Leadership 2020 Newsletter: Mindfulness
We held our first Leadership 2020 design session all the way back in 2010. We had already done research, surveys, and program reviews in the preceding two years, but we needed something more.
So we brought together 15 people willing to disrupt the typical approaches to leadership development and training. Some came from the social sector, others came from business, but they all brought wisdom and curiosity—each had observed, questioned, tested, engaged, mentored, reflected, and been at the edge of innovation in their field.
That one-day design session gave shape to a Leadership 2020 program that has remained more or less the same since day one. We began by identifying our three pillars of great leadership—personal, practice-based, and participatory. We later added a fourth pillar—perceptive—and built atop them a generative curriculum and a unique pedagogical approach to leadership development.
In the seven years since there have been countless books and articles and presentations on the need to reimagine leadership in a similar way. So what was it that enabled our group of 15 people—most of whom didn’t know one another—to really see what kind of leadership was truly needed? How were they able to sort through the noise what everyone else thought was important (labour relations, financial analysis) and envision a new way forward? I think it has a lot to do with presence.
According to Otto Scharmer, an MIT professor, researcher, and author of several books on this idea, the success of our actions as change-makers does not depend on what we do or how we do it, but on the inner place from which we operate.
As leaders, we can be educated and practiced in many areas but if we are not actively engaged in discovering our own internal processes, patterns, strengths, and blind spots, then we too risk becoming focused merely on the what and the how of our work instead of the purpose of our work, the “place from which we operate,” and (perhaps most importantly) the people we need to engage with and learn from and create space for.
Our design team brought their presence and awareness to the discussions back in 2010 and they wisely identified the first pillar of leadership development as the personal—in other words: “we are the work.” And that’s the unifying theme of this very first new-and-improved Leadership 2020 newsletter.
Insight and mindfulness
I have been practicing Vipassana or “insight meditation” off and on (mostly off) for the past 37 years. When I was able to sustain my daily practice of meditation, I felt more grounded, centred, and resilient. But lately, I have been rather inconsistent in my practice.
That was until several Leadership 2020 participants inspired me to rekindle my Vipassana practice. And I have since found some wonderful teachers that offer their guided meditations online. Here are a few of my favourites.
Tara Brach – Dr. Brach is a psychologist who has woven mindfulness practices into her work on trauma and healing. She offers dozens of guided meditations on her website and resources for everyone from beginners to advanced practitioners. (She also has two beautifully written books: Radical Acceptance and True Refuge.)
Sharon Salzberg – Sharon has been a meditation teacher and practitioner for over 40 years. If you are a podcast lover, check out Sharon’s Metta Hour podcast. She applies her insights to everyday life and invites a diverse array of practitioners to the program (including Dan Siegel, bell hooks, Ram Dass and Inner City Youth).
Kristin Neff – Dr. Neff is a researcher and teacher who has been at the forefront of mindful self-compassion practices. Her website offers guided meditations, self-compassion resources, and tips for your own meditation practice.
Implicit or unconscious bias
Over the past few years, we have shared many articles about implicit bias and, more specifically, the work of Mazarhin Banaji and Tony Greenwald on ‘blindspots’ or the hidden biases we all have.
In work that Wedlidi Speck and I have been doing on cultural safety, we have been repeatedly reminded how powerful, insidious, and harmful implicit biases can be when they serve to maintain the dominant orders and privileges.
Implicit biases are unconscious and this makes them very hard to uncover and address. However, mindfulness practices can help us observe the thought patterns that reflect these biases.
The Implicit Association Tests curated by Harvard’s ‘Project Implicit’ can offer insights into some of our implicit attitudes. And once we are able to see these biases in action, we become much more able to understand and address them. You can take the Implicit Association Tests here.
Decision-making and bias
This article by David Rock and Heidi Grant Halvorsen builds on the work of Banaji and Greenwald (above). It explores contemporary neuroscience research to show how new organizational practices can shift even the most ingrained thinking.
The authors explain some of the more common types of bias and describe the ways in which our biases show up in the workplace and how they affect decision making and human resource practices. For example: “People overestimate the degree to which they can control negative effects of a disaster, and underestimate the time and effort it would take to prepare.”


Below is a set of records, and all of them should be retyped exactly, minus the pictures.

■ **Data for processing**:
——
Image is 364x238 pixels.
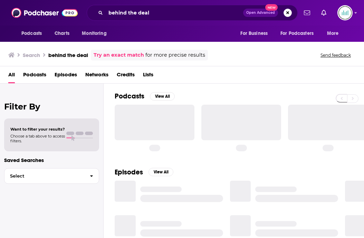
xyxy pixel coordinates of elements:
button: Send feedback [318,52,353,58]
img: Podchaser - Follow, Share and Rate Podcasts [11,6,78,19]
h3: Search [23,52,40,58]
button: View All [150,92,175,100]
span: Choose a tab above to access filters. [10,134,65,143]
input: Search podcasts, credits, & more... [106,7,243,18]
a: All [8,69,15,83]
div: Search podcasts, credits, & more... [87,5,297,21]
a: PodcastsView All [115,92,175,100]
button: open menu [77,27,115,40]
span: For Business [240,29,267,38]
span: Want to filter your results? [10,127,65,131]
a: Episodes [55,69,77,83]
button: Show profile menu [337,5,352,20]
a: Charts [50,27,73,40]
a: Try an exact match [94,51,144,59]
a: Show notifications dropdown [301,7,313,19]
h2: Filter By [4,101,99,111]
a: Show notifications dropdown [318,7,329,19]
h3: behind the deal [48,52,88,58]
button: open menu [17,27,51,40]
button: View All [148,168,173,176]
span: Open Advanced [246,11,275,14]
button: open menu [276,27,323,40]
img: User Profile [337,5,352,20]
a: Podcasts [23,69,46,83]
span: More [327,29,338,38]
span: Select [4,174,84,178]
a: Lists [143,69,153,83]
span: Charts [55,29,69,38]
a: EpisodesView All [115,168,173,176]
a: Credits [117,69,135,83]
button: Open AdvancedNew [243,9,278,17]
button: open menu [235,27,276,40]
p: Saved Searches [4,157,99,163]
span: Monitoring [82,29,106,38]
h2: Episodes [115,168,143,176]
h2: Podcasts [115,92,144,100]
span: Podcasts [21,29,42,38]
span: For Podcasters [280,29,313,38]
button: open menu [322,27,347,40]
span: New [265,4,277,11]
a: Networks [85,69,108,83]
button: Select [4,168,99,184]
span: Logged in as podglomerate [337,5,352,20]
span: for more precise results [145,51,205,59]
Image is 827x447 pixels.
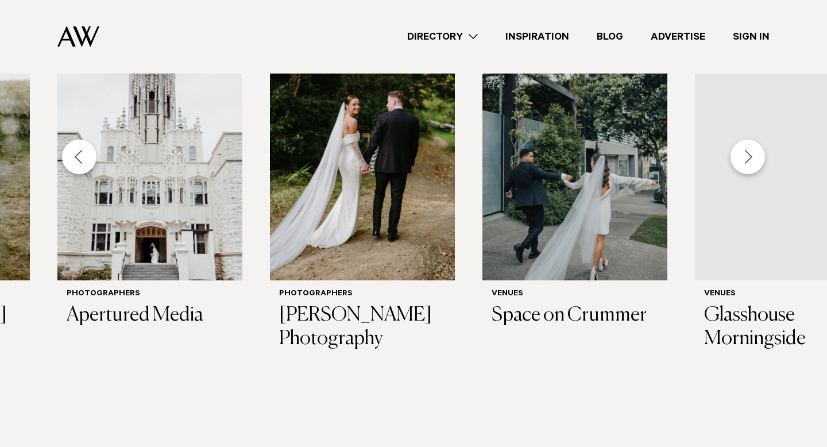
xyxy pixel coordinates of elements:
[57,32,242,336] a: Auckland Weddings Photographers | Apertured Media Photographers Apertured Media
[279,304,445,351] h3: [PERSON_NAME] Photography
[482,32,667,280] img: Just married in Ponsonby
[393,29,491,45] a: Directory
[583,29,637,45] a: Blog
[270,32,455,359] a: Auckland Weddings Photographers | Ethan Lowry Photography Photographers [PERSON_NAME] Photography
[57,32,242,280] img: Auckland Weddings Photographers | Apertured Media
[279,289,445,299] h6: Photographers
[637,29,719,45] a: Advertise
[67,289,233,299] h6: Photographers
[482,32,667,336] a: Just married in Ponsonby Venues Space on Crummer
[491,29,583,45] a: Inspiration
[57,26,99,47] img: Auckland Weddings Logo
[67,304,233,327] h3: Apertured Media
[719,29,783,45] a: Sign In
[270,32,455,280] img: Auckland Weddings Photographers | Ethan Lowry Photography
[491,289,658,299] h6: Venues
[491,304,658,327] h3: Space on Crummer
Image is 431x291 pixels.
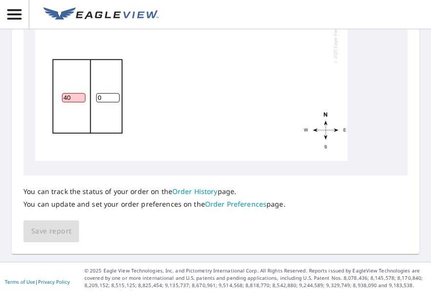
——
■ **Task response**:
Image is 364x238 pixels.
xyxy pixel coordinates of elements:
button: Send feedback [318,52,353,58]
img: Podchaser - Follow, Share and Rate Podcasts [11,6,78,19]
h3: Search [23,52,40,58]
button: View All [150,92,175,100]
span: Choose a tab above to access filters. [10,134,65,143]
input: Search podcasts, credits, & more... [106,7,243,18]
a: All [8,69,15,83]
div: Search podcasts, credits, & more... [87,5,297,21]
a: PodcastsView All [115,92,175,100]
button: open menu [77,27,115,40]
span: For Business [240,29,267,38]
span: Want to filter your results? [10,127,65,131]
a: Episodes [55,69,77,83]
button: Show profile menu [337,5,352,20]
a: Charts [50,27,73,40]
a: Try an exact match [94,51,144,59]
a: Show notifications dropdown [301,7,313,19]
h2: Filter By [4,101,99,111]
a: Show notifications dropdown [318,7,329,19]
h3: behind the deal [48,52,88,58]
button: open menu [17,27,51,40]
button: View All [148,168,173,176]
span: Open Advanced [246,11,275,14]
button: open menu [276,27,323,40]
img: User Profile [337,5,352,20]
a: Podcasts [23,69,46,83]
span: More [327,29,338,38]
span: Select [4,174,84,178]
a: Lists [143,69,153,83]
span: Charts [55,29,69,38]
a: EpisodesView All [115,168,173,176]
a: Credits [117,69,135,83]
button: Open AdvancedNew [243,9,278,17]
button: open menu [235,27,276,40]
p: Saved Searches [4,157,99,163]
span: Monitoring [82,29,106,38]
h2: Episodes [115,168,143,176]
h2: Podcasts [115,92,144,100]
span: Podcasts [21,29,42,38]
span: For Podcasters [280,29,313,38]
button: open menu [322,27,347,40]
span: New [265,4,277,11]
a: Networks [85,69,108,83]
button: Select [4,168,99,184]
span: Logged in as podglomerate [337,5,352,20]
span: for more precise results [145,51,205,59]
Image is 827x447 pixels.
xyxy pixel coordinates of elements:
[57,32,242,336] a: Auckland Weddings Photographers | Apertured Media Photographers Apertured Media
[279,304,445,351] h3: [PERSON_NAME] Photography
[482,32,667,280] img: Just married in Ponsonby
[393,29,491,45] a: Directory
[583,29,637,45] a: Blog
[270,32,455,359] a: Auckland Weddings Photographers | Ethan Lowry Photography Photographers [PERSON_NAME] Photography
[57,32,242,280] img: Auckland Weddings Photographers | Apertured Media
[279,289,445,299] h6: Photographers
[637,29,719,45] a: Advertise
[67,289,233,299] h6: Photographers
[482,32,667,336] a: Just married in Ponsonby Venues Space on Crummer
[491,29,583,45] a: Inspiration
[57,26,99,47] img: Auckland Weddings Logo
[67,304,233,327] h3: Apertured Media
[719,29,783,45] a: Sign In
[270,32,455,280] img: Auckland Weddings Photographers | Ethan Lowry Photography
[491,289,658,299] h6: Venues
[491,304,658,327] h3: Space on Crummer
Image is 431x291 pixels.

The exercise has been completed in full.